The New Couture | Verve Magazine
India's premier luxury lifestyle women's magazine
Fashion
November 20, 2014

The New Couture

Text by Nisha Jhangiani

Karl Lagerfeld has got to be a walking, talking yo-yo. There can’t be any other explanation for someone who sways with such boggling ease from traditional to contemporary, heritage to invention, classic to individualistic. Verve was not surprised to see that Chanel’s Haute Couture Fall Winter 2014-15 collection was bang on target, delivering on its premise of iconic fashion contradiction…

The Grand Palais – home to every Chanel showing, and an arena that is radically transformed from season to season – an Arctic glacier for one fall and a frenzied supermarket for another winter. A recreated Place Vendôme under twinkling stars one evening to a hedonistic Maharaja’s darbar another night. Today, its glassed dome looks down on a set that’s uncharacteristically understated, almost minimalistic. Today, the Grand Palais is actually a home, an apartment in fact, 20th century Parisian chic down pat. Fireplaces on either side of the runway and a grand baroque-style mirror pay homage to the architectural genius of Le Corbusier, Lagerfeld’s inspiration for Couture 2014-15, and one whose design philosophy focussing on concrete is represented through the set-up of course, but wondrously, in the clothes from this collection as well. So we see concrete mixes with pearl, sequin, embroidery, inlay, perforation. A fresh fashion form, to put it mildly.

And taking it all in centre front row is Karl’s latest muse, Kristen Stewart. Dressed in white harem pants from the previously well received Cruise showing, she is the epitome of Chanel’s feminine vision – young, opinionated, unique, loved and emulated by masses. A signature symbol of popular culture, just as previous faces Keira Knightley and Blake Lively have been. It is this definitive section of the youth that Chanel has been wooing, and also educating.

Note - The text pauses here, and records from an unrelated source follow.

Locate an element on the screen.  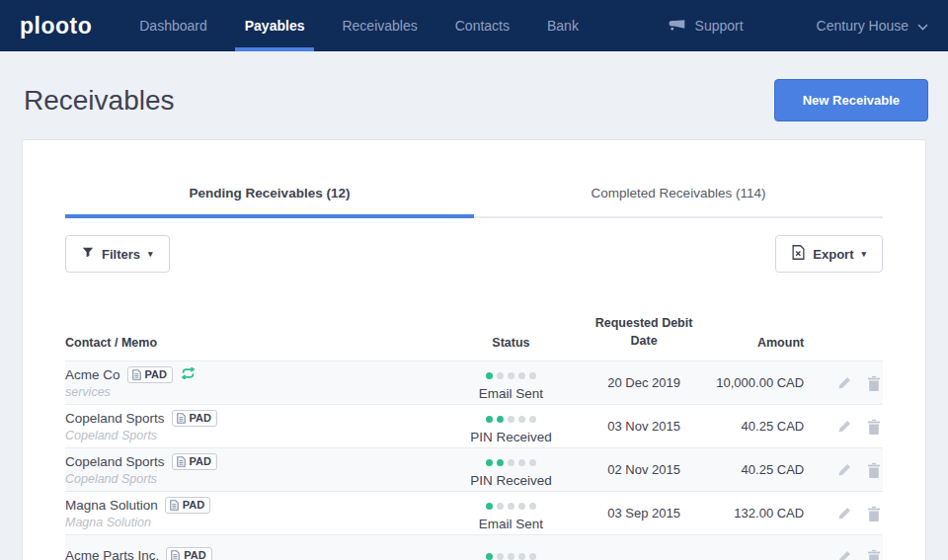
plooto-logo: plooto is located at coordinates (55, 26). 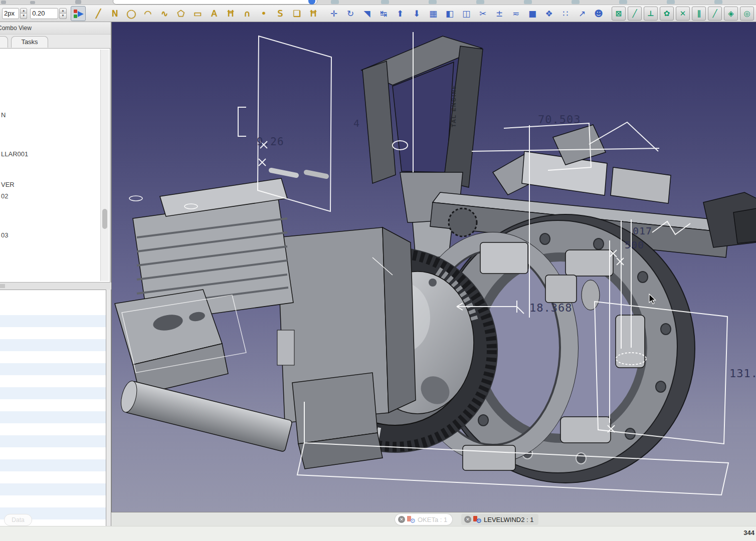 What do you see at coordinates (635, 14) in the screenshot?
I see `constraint-distance-icon: ╱` at bounding box center [635, 14].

The lure, or bait, as it may be, struts in the form of co-influencers, Cara Delevingne and Kendall Jenner. Both bobbing their spiked hairdos encased in jaunty sequinned berets, working those decidedly non-couture bicycling shorts with elegant dresses and coats, bias cut and seamless – again, a departure from what the couture platform of pattern cutting and million hours of sewing typically dictates. It’s the birth of the future, of what the innovative style brigade of current day icons bring to the table. It’s a place where sneakers and gowns, rock-n-roll leather and Victorian silhouettes could all somehow work together. It’s the new de rigueur.

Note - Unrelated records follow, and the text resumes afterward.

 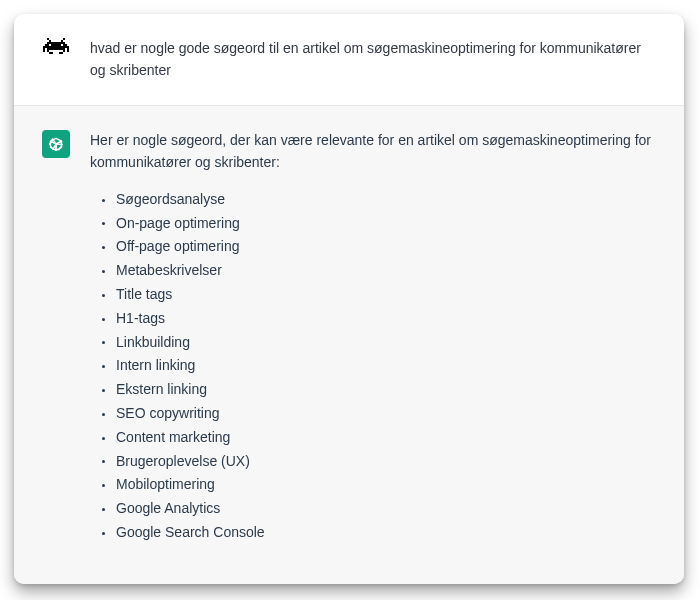 What do you see at coordinates (349, 60) in the screenshot?
I see `user-message-block: hvad er nogle gode søgeord til en artike…` at bounding box center [349, 60]. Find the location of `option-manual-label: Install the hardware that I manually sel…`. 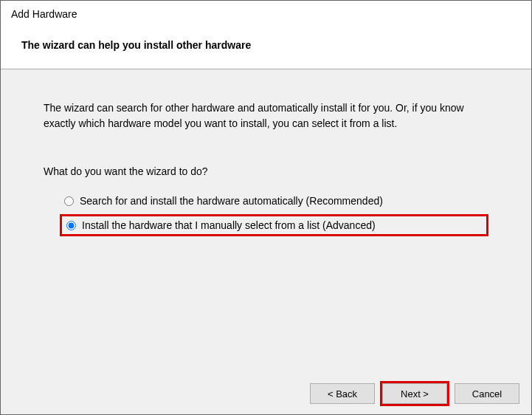

option-manual-label: Install the hardware that I manually sel… is located at coordinates (229, 225).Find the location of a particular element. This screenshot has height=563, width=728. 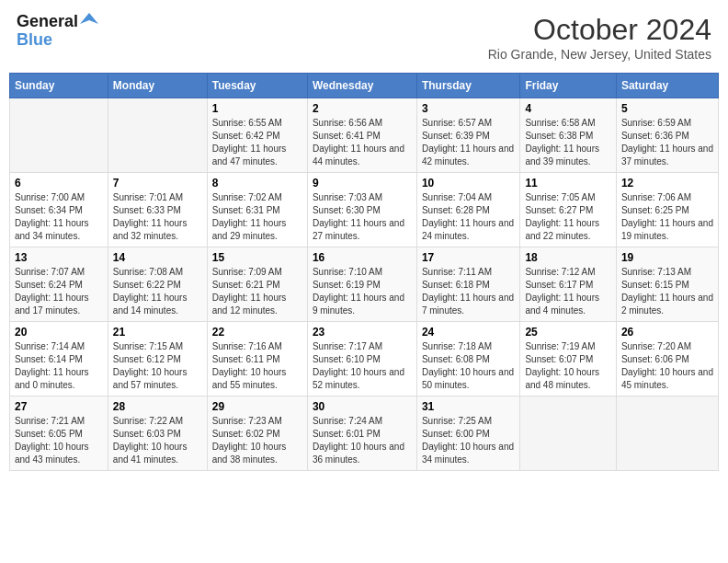

day-info: Sunrise: 7:09 AMSunset: 6:21 PMDaylight:… is located at coordinates (257, 292).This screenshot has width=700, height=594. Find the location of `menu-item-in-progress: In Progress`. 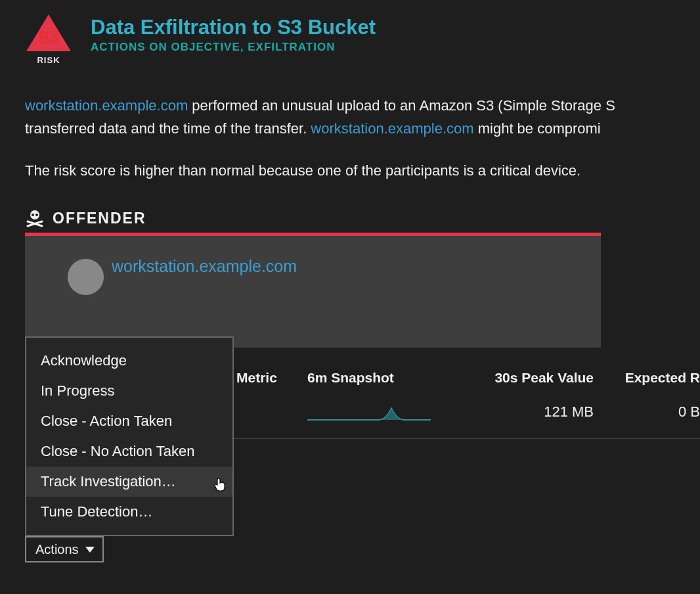

menu-item-in-progress: In Progress is located at coordinates (129, 391).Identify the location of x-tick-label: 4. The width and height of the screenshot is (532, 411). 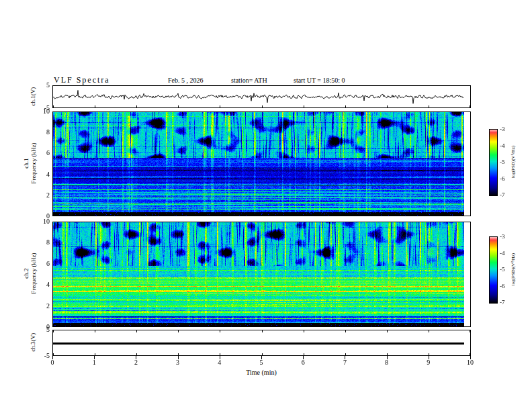
(220, 363).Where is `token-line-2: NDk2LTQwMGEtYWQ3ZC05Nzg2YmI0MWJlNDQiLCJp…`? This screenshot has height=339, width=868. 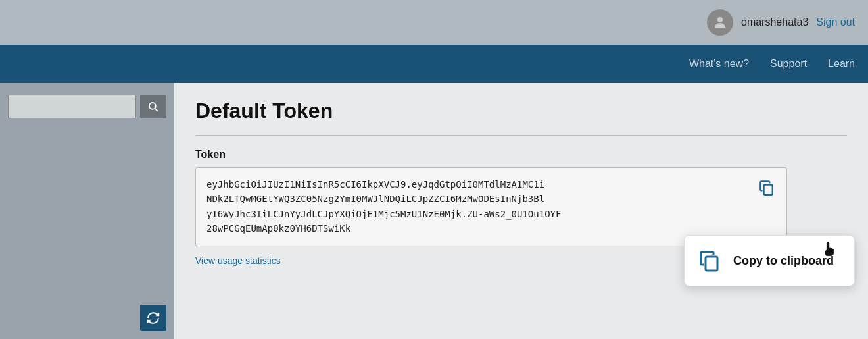 token-line-2: NDk2LTQwMGEtYWQ3ZC05Nzg2YmI0MWJlNDQiLCJp… is located at coordinates (375, 199).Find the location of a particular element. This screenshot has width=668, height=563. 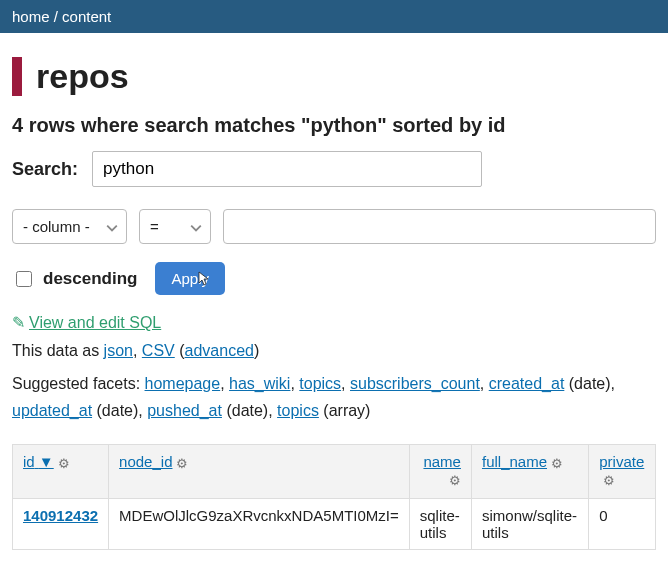

format-json-link: json is located at coordinates (118, 350).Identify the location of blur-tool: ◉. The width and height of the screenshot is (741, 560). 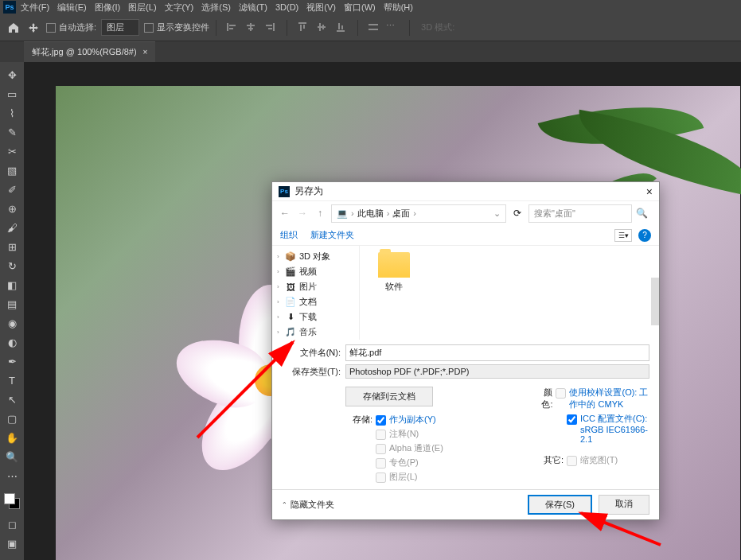
(12, 323).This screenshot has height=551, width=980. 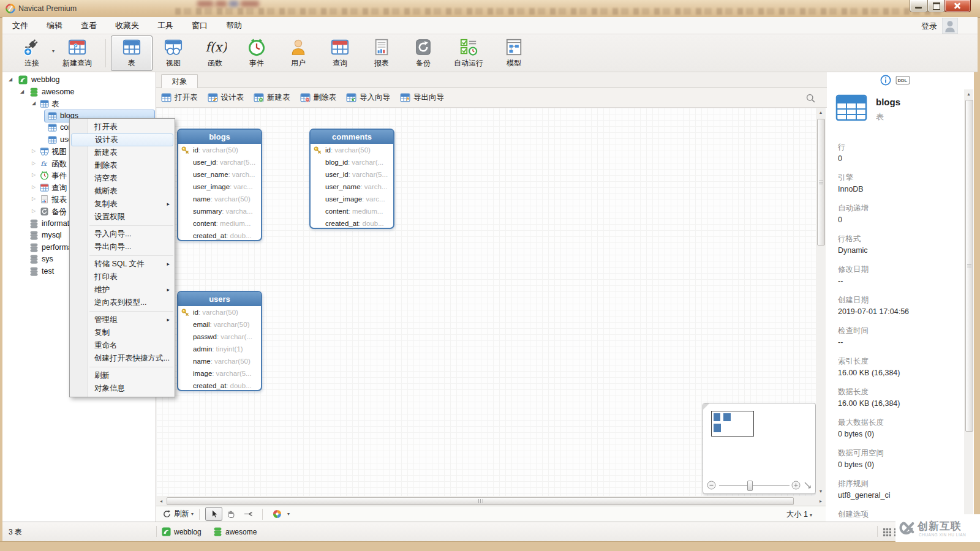 What do you see at coordinates (80, 104) in the screenshot?
I see `tree-item-tables: ◢ 表` at bounding box center [80, 104].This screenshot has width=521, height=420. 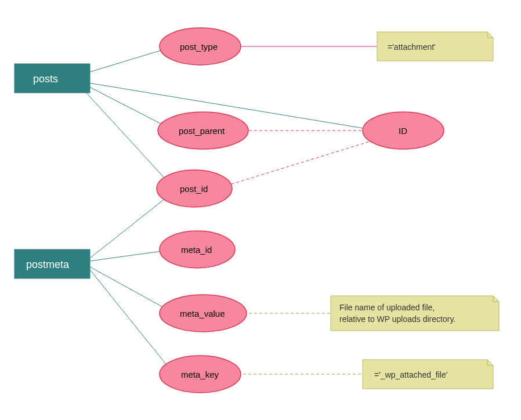 What do you see at coordinates (403, 131) in the screenshot?
I see `attr-id: ID` at bounding box center [403, 131]. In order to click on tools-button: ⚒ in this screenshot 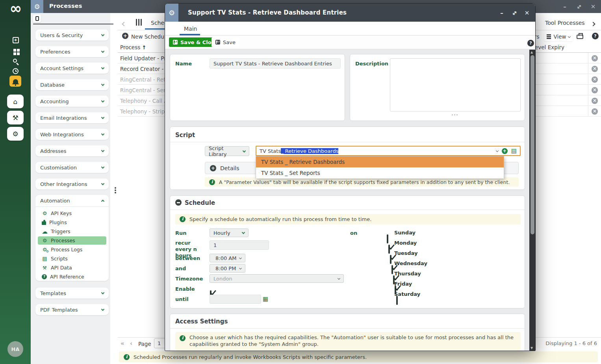, I will do `click(15, 117)`.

That’s just the point where the Chanel master class ups the ante a notch. Dean Karl applauds this new age disregard for anything non-individualistic and the fashion house’s successfully (and consistently) sold out key ticket items are testament to the fact that the man knows how to get the zeitgeist pulse racing. But what he is also doing, quietly, determinedly and unabashedly, is keeping the flame of Coco Gabrielle Chanel alive, taking that inheritance of tweed and readapting it, year after year, to the point where one cannot fathom whether this bit of woollen plaid is classic or trendy, or paradoxically, both.

What started as Chanel’s fashion conception may well go down as Lagerfeld’s historic legacy.  Even Jared Leto would nod in complete agreement.